NameOccupationCreative (hrs)Sleep (hrs)Miscellaneous (hrs)
Maya AngelouWriter/Poet97.57.5
W.H. AudenPoet11.575.5
Honoré de BalzacNovelist13.58.52
L.V. BeethovenComposer / Pianist888
Le CorbusierArchitect8.578.5
Charles DarwinNaturalist / Biologist/ Geologist789
Charles DickensWriter5712
Gustave FlaubertNovelist10.576.5
Sigmund FreudPsychologist12.565.5
Benjamin FranklinWriter / Inventor / Scientist / Statesman879
Victor HugoWriter2814
Immanuel KantPhilosopher7710
Thomas MannNovelist888
John MiltonPoet879
W.A. MozartComposer / Pianist8511
P.I. TchaikovskyComposer4.5811.5

The average and median amount of time spent on creative work for these individuals was just over 8 hours a day. At the extremes were two French novelists, Honoré de Balzac with 13.5 hours daily spent on creative work, and Victor Hugo with only 2 hours.

Interestingly, the allocation of creative work time was different in almost every daily routine. Maya Angelou’s routine resembles the modern work day, with the bulk of her writing between 7 a.m. to 2 p.m. Others like Kant and Mozart had creativity blocks when time allowed, such as before and after their teaching jobs.

Then there are outliers like Honoré de Balzac and Sigmund Freud, who worked as much as they could. Balzac wrote from 1:00 a.m. to 4:00 p.m. with just an hour and a half nap break in between, fueled by up to 50 cups of coffee. Freud split up his creative work into three different blocks: analyzing patients in the morning, consulting in the afternoon, and reading and writing journals into the late evening.

But somewhere in their days, most of these brilliant minds made sure to get a good rest, with an average of 7.25 hours of sleep across the board.

Schedule Yourself to Create Success

Creativity may ebb and flow, but these great minds had one clear thing in common: scheduling time for creative work.

The perfect daily routine was usually what fit in with their lifestyle (and their bodies), not based on an arbitrary amount of work.
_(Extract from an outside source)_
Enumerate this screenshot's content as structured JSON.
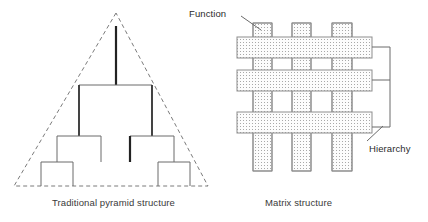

For example, night owls with later chronotypes worked late, while socialites and politicians found time outside of their commitments.

They also found time to move and enjoy life. Half of the people in the dataset specified exercise in their accounts—either leisurely strolls or fast walks. Many also scheduled social time with partners, friends, or children, often paired with a meal.
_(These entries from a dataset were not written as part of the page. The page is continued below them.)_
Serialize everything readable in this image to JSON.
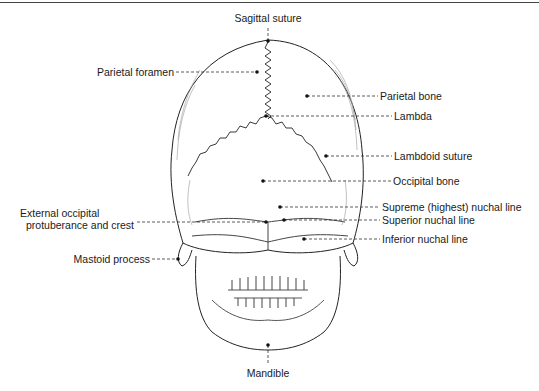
{
  "figure": {
    "labels": {
      "sagittal_suture": "Sagittal suture",
      "parietal_foramen": "Parietal foramen",
      "parietal_bone": "Parietal bone",
      "lambda": "Lambda",
      "lambdoid_suture": "Lambdoid suture",
      "occipital_bone": "Occipital bone",
      "external_occipital_line1": "External occipital",
      "external_occipital_line2": "protuberance and crest",
      "supreme_nuchal_line": "Supreme (highest) nuchal line",
      "superior_nuchal_line": "Superior nuchal line",
      "inferior_nuchal_line": "Inferior nuchal line",
      "mastoid_process": "Mastoid process",
      "mandible": "Mandible"
    }
  }
}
Perhaps the greatest insight, however, is that the day-to-day routine doesn’t have to look extraordinary to be able to create extraordinary work.

Much of the data is sourced from personal anecdotes by the artists themselves, or from biographers, researched and collected by Currey in Daily Rituals. In some cases, Andrews needed to assume habits — usually sleep — due to missing, or non-specific information.